What you are asked to do: Only the stretch below from the line holding "This screenshot has width=644, height=362." through the line holding "pyautogui.click(x=<x>, y=<y>)" should be restated, word for word and with both ends included; pictures stay out.
Exercise data section start
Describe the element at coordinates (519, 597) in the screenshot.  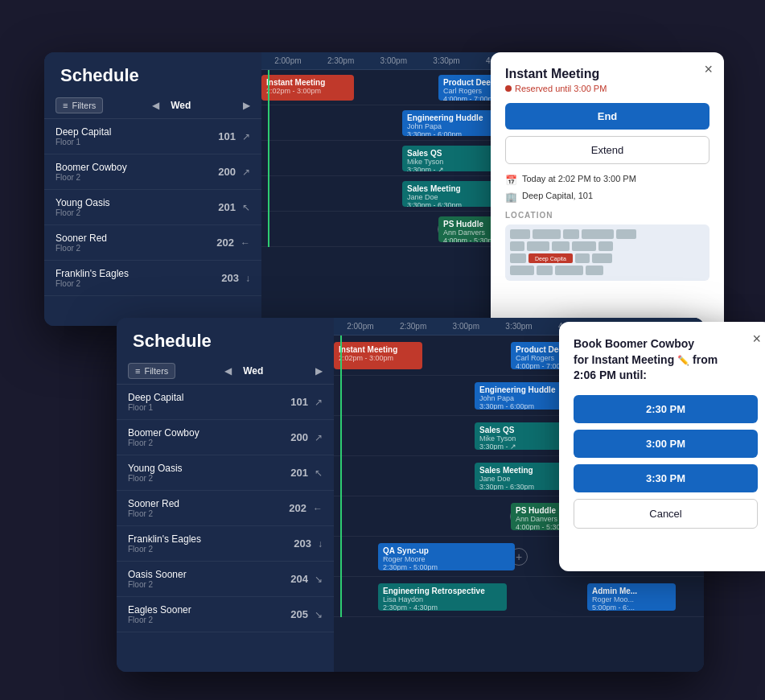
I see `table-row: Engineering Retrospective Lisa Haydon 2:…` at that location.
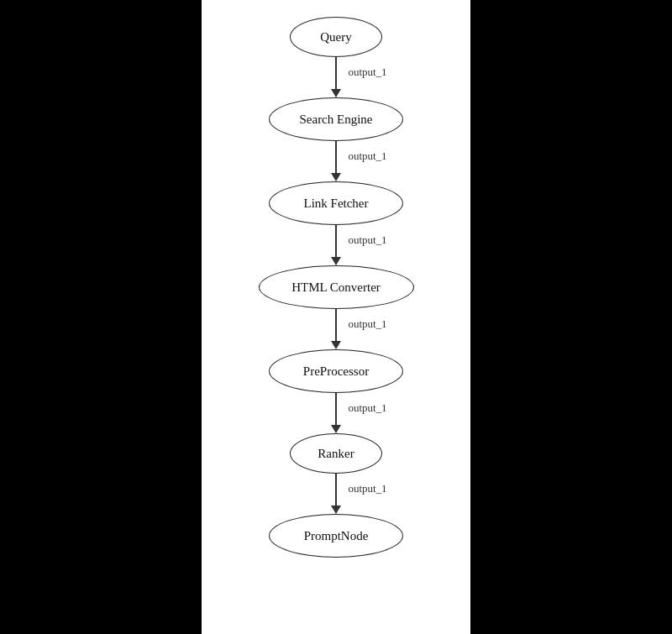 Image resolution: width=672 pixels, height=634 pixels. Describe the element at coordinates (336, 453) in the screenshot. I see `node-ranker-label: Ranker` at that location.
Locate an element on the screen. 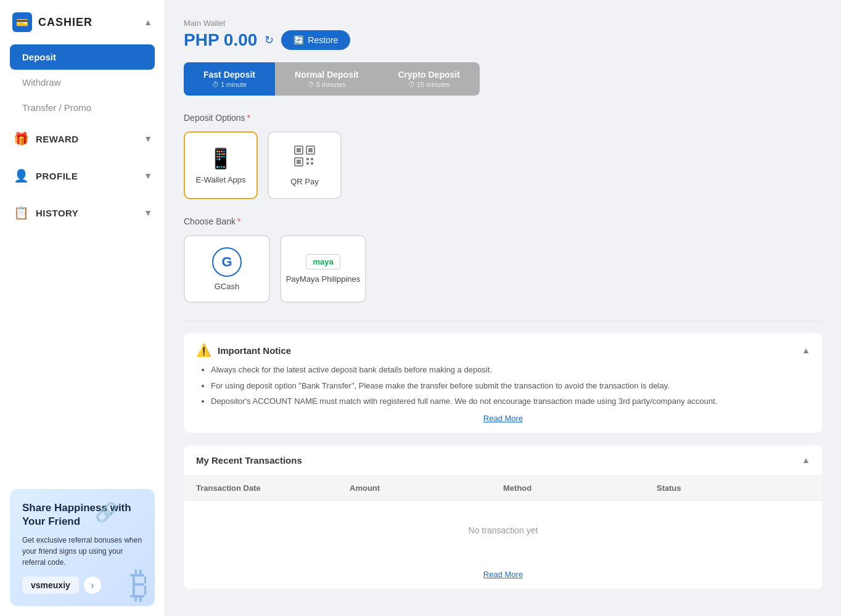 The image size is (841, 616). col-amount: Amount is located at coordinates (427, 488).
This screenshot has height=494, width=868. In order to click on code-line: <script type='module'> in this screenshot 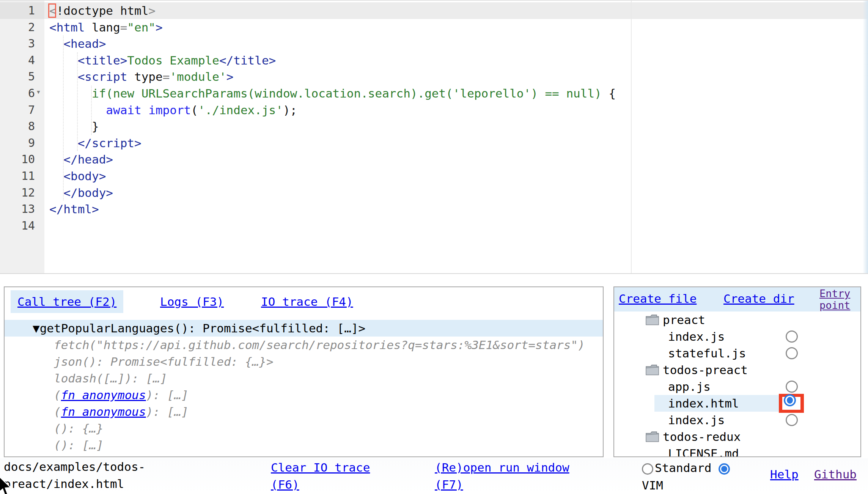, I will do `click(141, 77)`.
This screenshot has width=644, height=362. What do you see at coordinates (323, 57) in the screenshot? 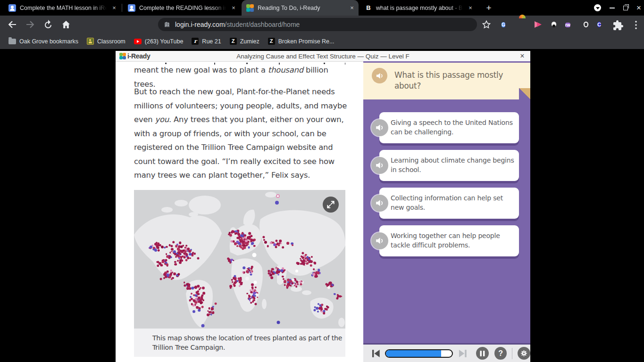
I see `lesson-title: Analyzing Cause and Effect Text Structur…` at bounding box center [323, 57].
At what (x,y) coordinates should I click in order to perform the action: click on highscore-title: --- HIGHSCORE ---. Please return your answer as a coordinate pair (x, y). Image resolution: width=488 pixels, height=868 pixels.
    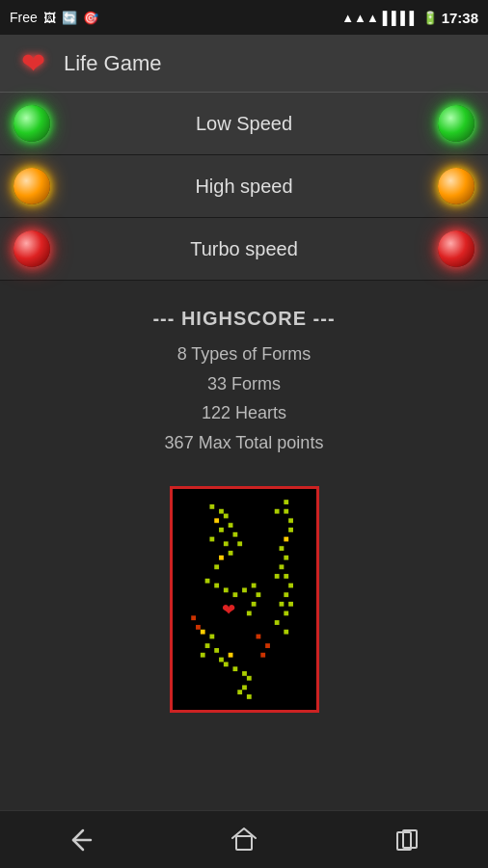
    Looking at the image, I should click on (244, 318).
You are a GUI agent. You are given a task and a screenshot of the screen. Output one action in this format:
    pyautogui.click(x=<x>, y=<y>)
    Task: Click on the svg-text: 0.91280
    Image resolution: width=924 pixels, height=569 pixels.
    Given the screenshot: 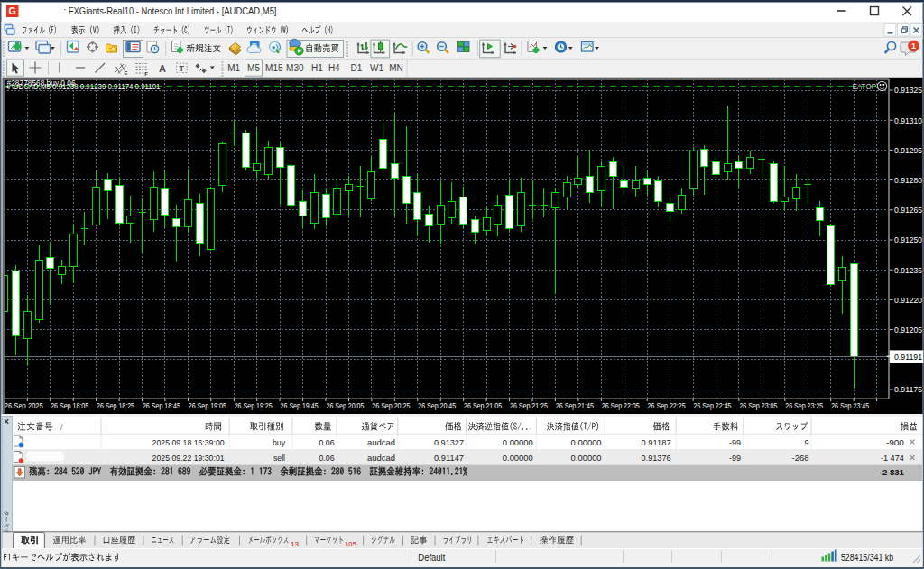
Exercise data section end
Task output:
This screenshot has width=644, height=362. What do you see at coordinates (323, 57) in the screenshot? 
I see `lesson-title: Analyzing Cause and Effect Text Structur…` at bounding box center [323, 57].
At what (x,y) coordinates should I click in order to perform the action: click on highscore-title: --- HIGHSCORE ---. Please return your answer as a coordinate pair (x, y). Image resolution: width=488 pixels, height=868 pixels.
    Looking at the image, I should click on (244, 318).
You are a GUI agent. You are given a task and a screenshot of the screen. Output one action in this format:
    pyautogui.click(x=<x>, y=<y>)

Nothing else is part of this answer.